In this latest Weirdo Science instalment, Maddy Ross, a behavioural sciences thinker at Thinkerbell, and Adam Ferrier explain why chickens are worse at selling things than people.
There’s a fairly well-established idea in advertising that if you want to capture attention, create positive emotion and be remembered, animals can be a powerful shortcut. Ideally ones that are a bit unexpected, a bit human, and maybe even a bit ridiculous.
Creating characters to represent brands is very of the moment in marketing for all these reasons and more.
So that’s exactly what we did.
We created two ads for The Bachelor’s Handbag, a handbag styled to look like a roast chicken bag (created through Thinkerbell’s Pot of Gold initiative in collaboration with Size 11). One ad featured a human while the other showed a talking chicken delivering the exact same script. The only thing that changed was who (or rather what) was doing the selling.
Based on research showing that animals and humour can increase attention and positive affect, we expected the chicken might have an advantage. Studies have found that animal imagery can enhance entertainment and improve brand attitudes (Keller & Gierl, 2020), and in some cases influence purchase intentions (Trivedi & Teichert, 2020).
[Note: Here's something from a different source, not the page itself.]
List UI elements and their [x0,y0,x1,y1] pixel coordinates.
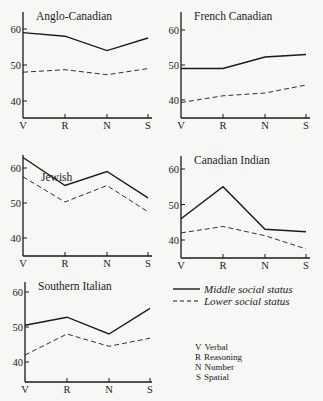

For a product that is already quite absurd, it seemed like a strong fit.
So we ran a test.
The Ads:
Human Man Ad:
The Chicken Ad:
The Results:
From a similar number of impressions, the chicken ad generated add-to-carts at a cost per result of $37.44, reaching around 2,300 people. The human ad on the other hand delivered add-to-carts at a $10.26 cost per result, with slightly higher reach at 2,611.
The human ad therefore drove more than three times the number of add-to-carts, at roughly a third of the cost. The breakdown of who converted adds another layer. Of the eleven add-to-carts, eight came from men and three from women showing men responded more favourably to the ad.
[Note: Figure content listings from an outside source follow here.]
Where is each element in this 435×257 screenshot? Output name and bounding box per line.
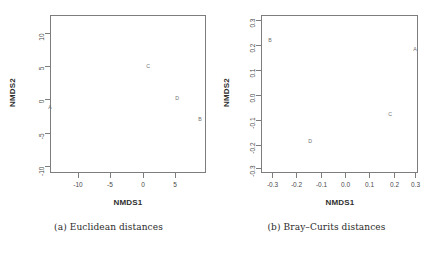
y-tick-label: -5 — [38, 134, 45, 158]
y-tick-label: -10 — [38, 167, 45, 191]
panel-caption-euclidean: (a) Euclidean distances — [0, 222, 217, 232]
x-tick-mark — [345, 173, 346, 178]
data-point: D — [308, 139, 312, 144]
panel-bray-curtis: NMDS2 NMDS1 0.3 0.2 0.1 0.0 -0.1 -0.2 -0… — [218, 0, 435, 257]
y-tick-label: 0 — [38, 100, 45, 124]
x-tick-mark — [415, 173, 416, 178]
data-point: A — [413, 47, 416, 52]
y-tick-label: 0.1 — [249, 69, 256, 95]
x-tick-mark — [143, 173, 144, 178]
x-tick-label: 5 — [160, 181, 190, 188]
panel-caption-bray-curtis: (b) Bray–Curits distances — [218, 222, 435, 232]
y-tick-mark — [45, 133, 50, 134]
panel-euclidean: NMDS2 NMDS1 10 5 0 -5 -10 -10 -5 0 5 A C… — [0, 0, 217, 257]
y-tick-mark — [256, 120, 261, 121]
data-point: C — [146, 64, 150, 69]
plot-area-euclidean — [50, 15, 206, 173]
x-tick-mark — [110, 173, 111, 178]
x-tick-label: 0.3 — [401, 181, 430, 188]
data-point: D — [175, 96, 179, 101]
y-tick-label: 0.2 — [249, 44, 256, 70]
data-point: B — [198, 117, 201, 122]
y-tick-mark — [45, 99, 50, 100]
y-tick-label: -0.1 — [249, 118, 256, 144]
y-tick-mark — [45, 66, 50, 67]
y-tick-label: 0.0 — [249, 94, 256, 120]
data-point: C — [388, 112, 392, 117]
plot-area-bray-curtis — [261, 15, 418, 173]
x-tick-label: -10 — [63, 181, 93, 188]
y-tick-label: 10 — [38, 34, 45, 58]
y-tick-mark — [256, 168, 261, 169]
x-tick-mark — [175, 173, 176, 178]
x-tick-mark — [272, 173, 273, 178]
x-tick-mark — [78, 173, 79, 178]
x-axis-title-bray-curtis: NMDS1 — [310, 198, 370, 207]
y-tick-label: -0.3 — [249, 166, 256, 192]
y-tick-mark — [45, 166, 50, 167]
x-tick-mark — [321, 173, 322, 178]
data-point: A — [48, 105, 51, 110]
y-tick-mark — [256, 20, 261, 21]
y-tick-mark — [256, 45, 261, 46]
y-tick-mark — [256, 70, 261, 71]
x-tick-label: 0 — [128, 181, 158, 188]
x-tick-mark — [394, 173, 395, 178]
x-tick-label: -5 — [95, 181, 125, 188]
y-tick-label: 5 — [38, 67, 45, 91]
y-axis-title-bray-curtis: NMDS2 — [222, 63, 231, 123]
y-tick-mark — [256, 145, 261, 146]
y-axis-title-euclidean: NMDS2 — [8, 63, 17, 123]
figure-two-panel-nmds: NMDS2 NMDS1 10 5 0 -5 -10 -10 -5 0 5 A C… — [0, 0, 435, 257]
y-tick-mark — [45, 33, 50, 34]
x-tick-mark — [369, 173, 370, 178]
y-tick-label: 0.3 — [249, 19, 256, 45]
x-tick-mark — [296, 173, 297, 178]
x-axis-title-euclidean: NMDS1 — [98, 198, 158, 207]
y-tick-mark — [256, 95, 261, 96]
data-point: B — [268, 38, 271, 43]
Despite being less novel, less visually distinctive, and arguably less entertaining, the human version converted significantly better.
Which raises a more interesting question than what worked.
Why didn’t the chicken convert well?
The biggest difference between the two ads is how easy it is to see yourself in the idea.
The product itself is already playful. It’s a handbag designed to look like a roast chicken bag, and part of the appeal is that it feels like a joke you’re in on. It’s slightly absurd but still wearable and importantly, still something you can imagine owning. The human ad keeps you inside that idea. It shows the product in a way that feels grounded enough to picture in real life. You can quickly imagine who might wear it, when they’d wear it, and whether that could be you. The chicken shifts your role. Instead of feeling part of the idea, you’re watching it. The focus moves from “could I wear this?” to “this is funny.” It becomes something to observe rather than something to step into.
That distinction matters. Research shows that ads are more persuasive when they enable mental simulation, allowing people to imagine themselves using the product (Escalas, 2004). When that process is easy, decisions feel more natural and require less effort. The human ad supports that because it provides context and makes the product feel more real and usable. The chicken, while more distinctive, creates just enough distance to interrupt that process.
That pattern also shows up in who responded. The human ad’s performance was driven largely by male add-to-carts, which may reflect how easily this audience could see themselves in the execution. Featuring a male model likely made it simpler for men to picture using the product, reinforcing the role of self-relevance in driving action.
The result isn’t that one idea was better creatively. It’s that one made it easier to imagine using the product.
What this means for marketers
Animals can still be powerful in advertising. They can be distinctive, engaging, and help a brand stand out if used well.
But this experiment shows where that starts to break down.
At the point of conversion, it matters whether people can see themselves in the idea. Ads are more persuasive when they make it easy to imagine using the product (Escalas, 2004), because the decision feels more concrete. That’s where the difference showed up.
The human made the product easier to picture in real life. The chicken, while more distinctive, made it feel more like something to watch than something to wear. There’s still a role for animals, especially when used consistently to build meaning over time (Trivedi & Teichert, 2020). But in a single execution, distinctiveness alone isn’t enough.
As production becomes easier with AI making more ambitious ideas possible, the challenge isn’t just to create something distinctive, it’s to create something people can still see themselves in.
The easier it is to picture yourself using something, the more likely you are to buy it.